The doctor came back on soft feet. “Let’s see now, buddy,” he said. “Can you raise up just a little bit? Does this zipper still work?”
“I think so,” I mumbled. I tried to sit up, and made it easily, and even zipped the zipper down with my good hand. He took off my tennis shoes and I slithered out of the remains of the flying suit. My shorts were stuck into the wound like the nylon I had bound up in it, but he put something painless out of a bottle in the whole mass of cloth and flesh, and the shorts began to come away. He threw what I had been wearing into a corner, and started working on my side.
Things were dissolving there. Piece after piece of cloth, or of me, softened, softened, and came away, and he kept throwing them down below me, in the bare room. My side was breathing like a mouth, and it did not feel at all bad anymore, only stranger and more open.
“Good Lord, fellow,” he said. “What’s been chopping on you? Looks like somebody hit you in the side with an ax.”
“Does?”
Then more professionally, “How’d you do this?”
“We were trying to do a little illegal bowhunting up and down the banks of the river,” I said. “It’s not such a good thing to be doing, but we were doing it. We were going to miss the regular season, and we wanted to try it this way.”
“How in hell did you manage to shoot yourself with an arrow? I didn’t think it could be done.”
He was working and looking into my blood all the time, very busy and talking calmly.
I talked calmly. “I had the bow and arrows in the canoe with me when we dumped. I tried to hold on to the bow because I didn’t want to be in the woods without any weapon at all, and it sliced up my hands.” I held up the hand the arrows had sliced up, just as I said, “and the next thing I knew I had tangled with a rock and something was going through my side and the bow was gone. I don’t have any idea where it went. Downriver; that’s all I know.”
“Well, it made a good clean cut,” he said, “that got ragged. Part of it is real clean, and part of it is hacked up and looks sawed. You’ve got some kind of foreign matter in here, that I’m going to have to get out.”
“There was some camouflage paint on the arrows,” I said. “That’s what it is. But there might be something else in there, too. God knows what’s in there.”
“We’ll get it out,” he said. “Then we’ll sew you up like a quilt. You want a shot?”
“Yeah,” I said. “Scotch.”
“You can have another kind, before you get the Scotch,” he said. “You might have to wait awhile for the Scotch; this is a dry county.”
“You mean you don’t have any moonshine in this here hospital? And you way off in the country like this? What the hell is north Georgia coming to?”
“No white lightning,” he said. “We advise against it. Contains lead salts, most of it.”
He gave me a shot in the hip, and started working again. I looked out the window at the closing green of the day. There was nothing to see but the changes of green.
“You want to stay here with us tonight? There’s plenty of room. We’ve got a whole hospital.

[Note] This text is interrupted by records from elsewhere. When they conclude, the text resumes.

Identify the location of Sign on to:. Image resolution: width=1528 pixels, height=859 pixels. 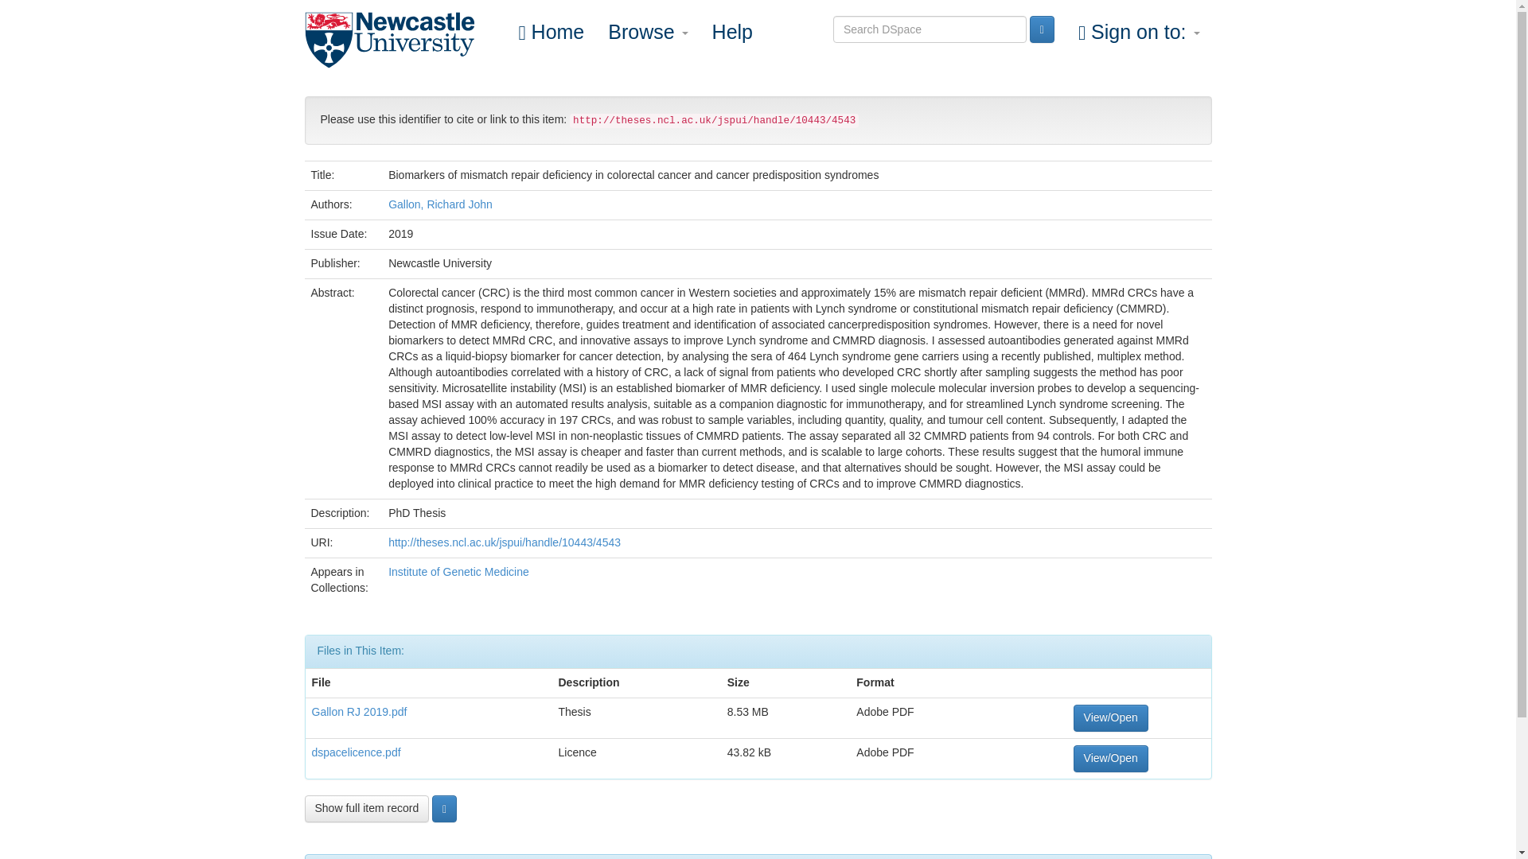
(1139, 32).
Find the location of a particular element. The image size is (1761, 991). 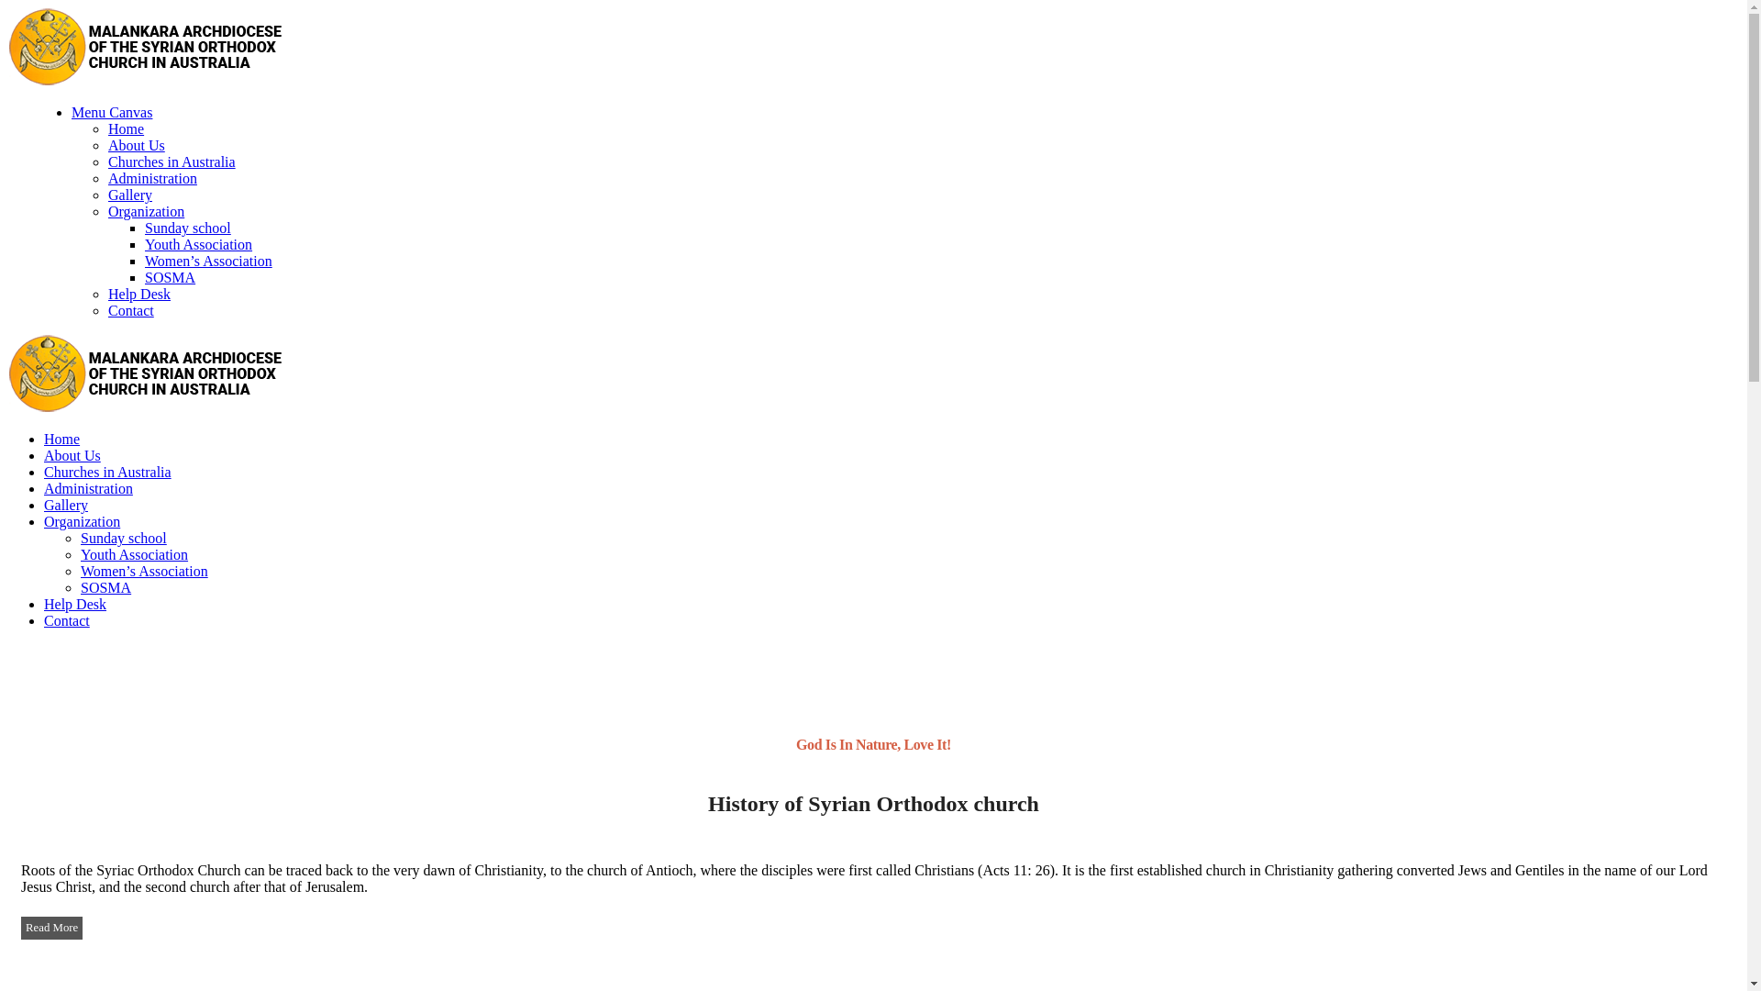

Home is located at coordinates (62, 438).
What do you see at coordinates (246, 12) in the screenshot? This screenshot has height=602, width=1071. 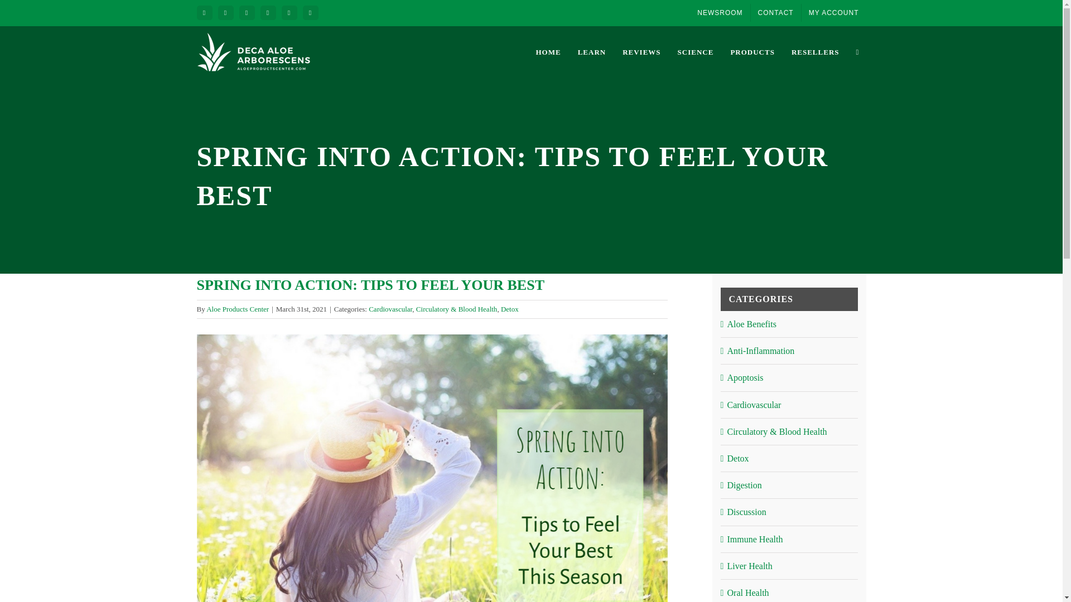 I see `PINTEREST` at bounding box center [246, 12].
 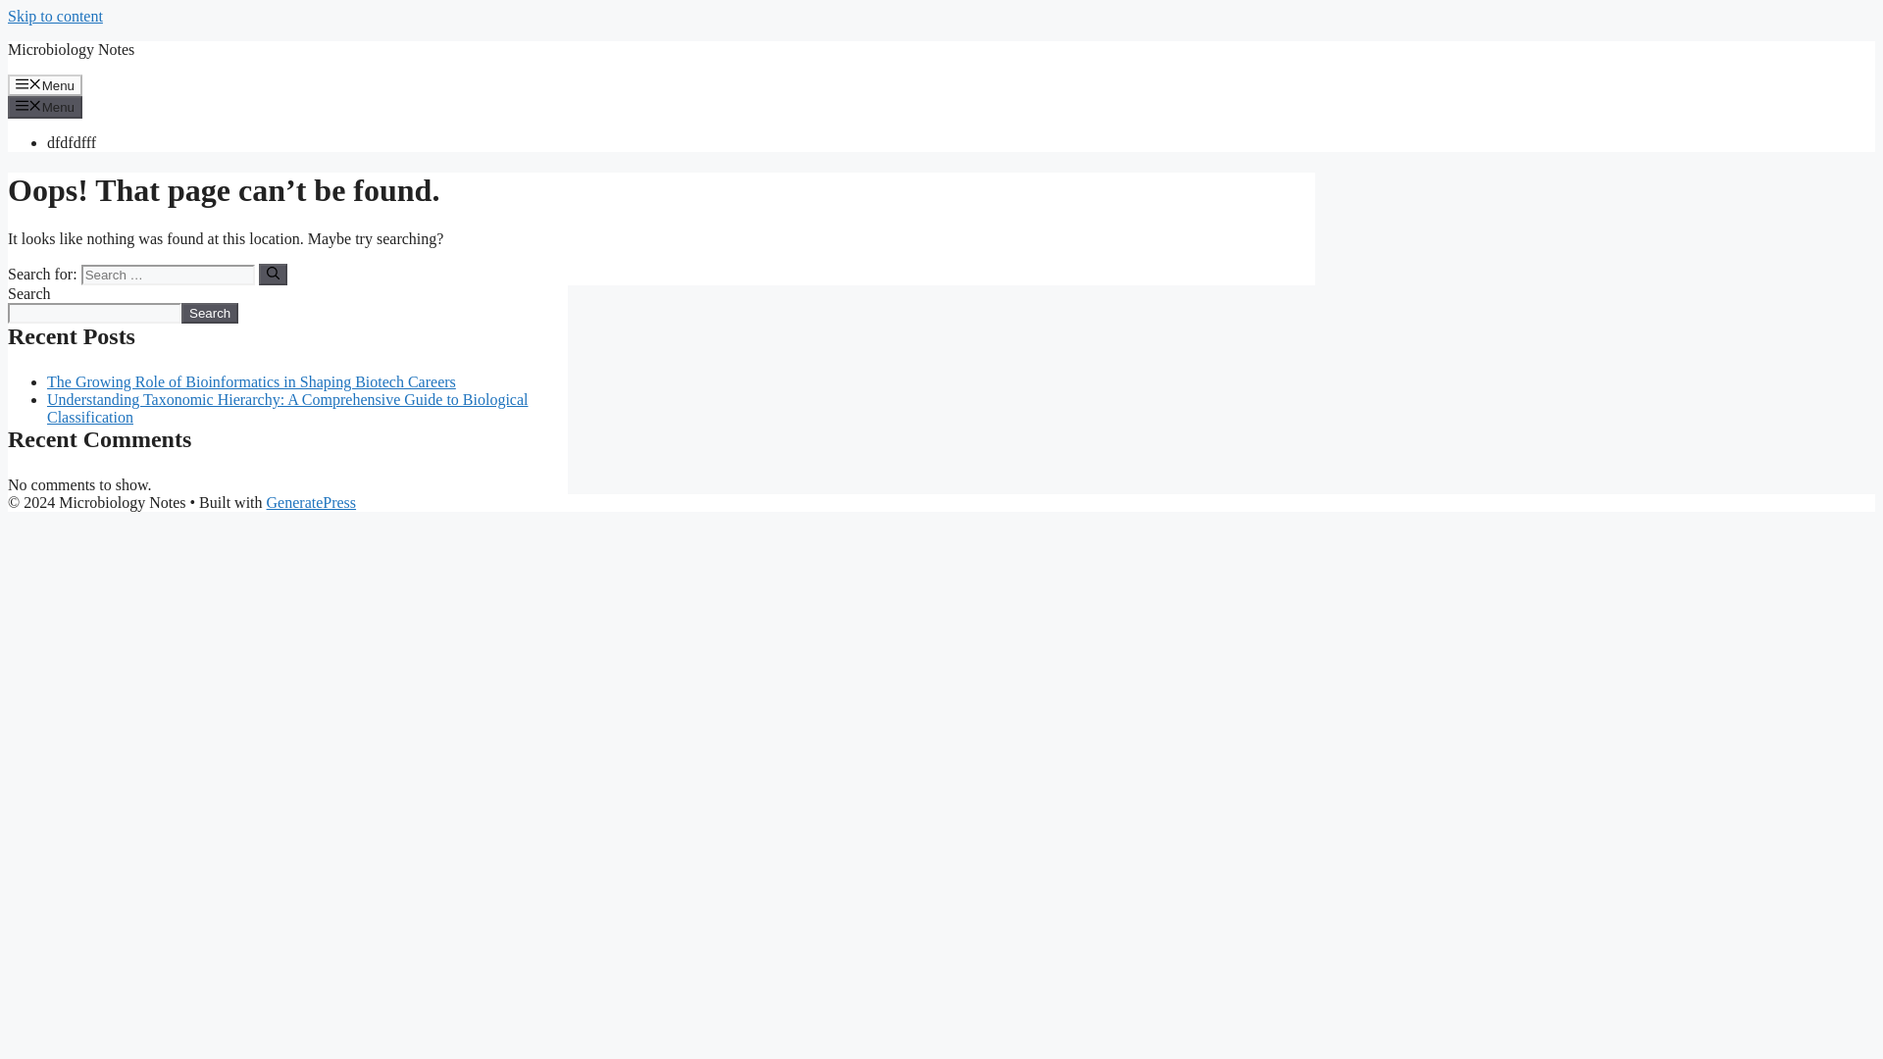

And you’ll never get another chance like this one; I can tell you. It’s peaceful here. No shotgunned farmers. Nobody who tangled with a tractor. Nobody on glucose from a drunk smashup. Nobody but you and your buddy, and a little boy, a snakebite case. And he’ll be gone tomorrow. Copperhead poison is not such hot poison.”
“No thanks,” I said, though I would have stayed with Lewis if I thought there was any use in it. “Get me sewed up and tell me where there’s a rooming house I can stay in. I’d like to call my wife, and I’d like to be by myself. I wouldn’t like sleeping in a ward, if I can help it, or in a hospital room if I don’t absolutely have to.”